Xantus removed his mask. "It's that pirate ship, isnt it?" he repeated. "The OIEC boat. The Jollity of Froyalan or whatever it's called. You want to stick a hydrophone on it. That's why you're here. I'm guessing the Bleep Works is trying to rustle one up, hence you Prefects being all over the matter. And I bet you're tapping up all the other old Shrubmarine veterans... if anyone's left."

"You know I cannot confirm or deny any of that," said the Prefect, "suffice it to say that your tank of oxygen there seems beneficial for your cognitive capacity."

"It's good stuff," said Xantus, lifting up the mask. "Wanna try some?"

"No," said the Prefect flatly.

"Suit yourself," said Xantus, taking another long breath from it and leaning back in his chair. "You know it won't end well, you people getting involved in the Captive Sea. I can tell you didn't study history at university."

"Better a conflagration there than one here, mister Yastreb," said the Prefect. "We have more trade routes to protect since your day."

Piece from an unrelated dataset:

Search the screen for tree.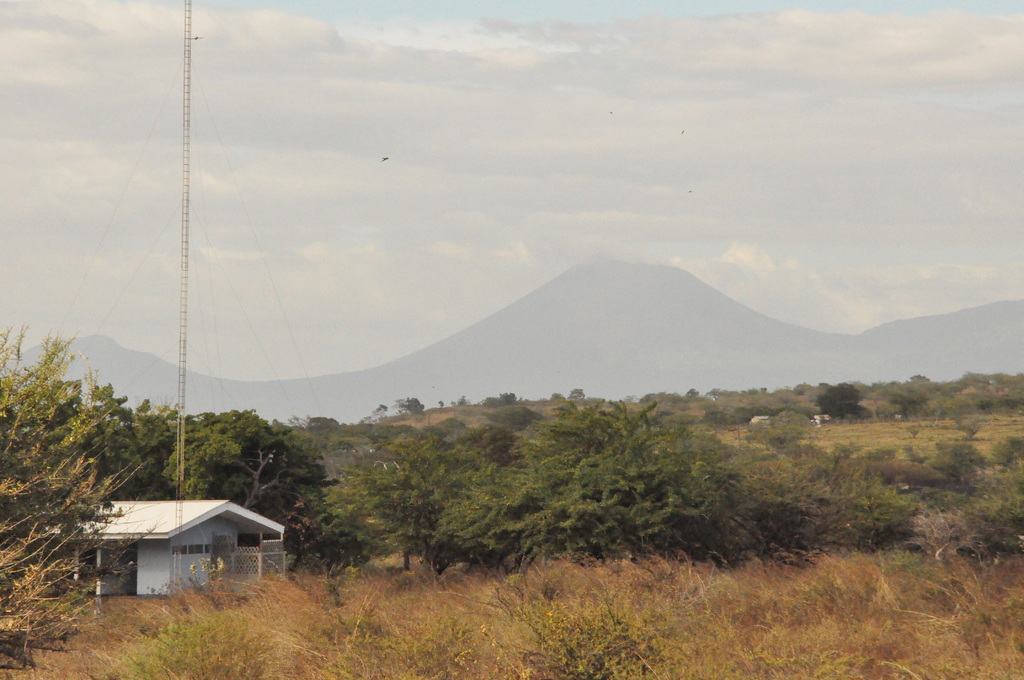
Found at locate(568, 387, 583, 399).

"That may be," said Xantus, "but in my day I would never have sent Kalgachia's sons to risk their lives in such places. They call it the Tumultuous Wastes for a reason, you know. Blasted archonic waters... not worth the bones of a single son of Shrubdom."

"Well the present administration appears to think differently."

Xantus smiled. "The present administration... will put more wrinkles on this old face of mine before they're finished. Like they've done since they were as high as the arm of this chair." He giggled to himself at the thought, endured the inevitable spluttering cough and giggled some more. After a moment his breathing relaxed and he closed his eyes, still smiling.

The Prefect began to ask another question but was interrupted by the old man snoring.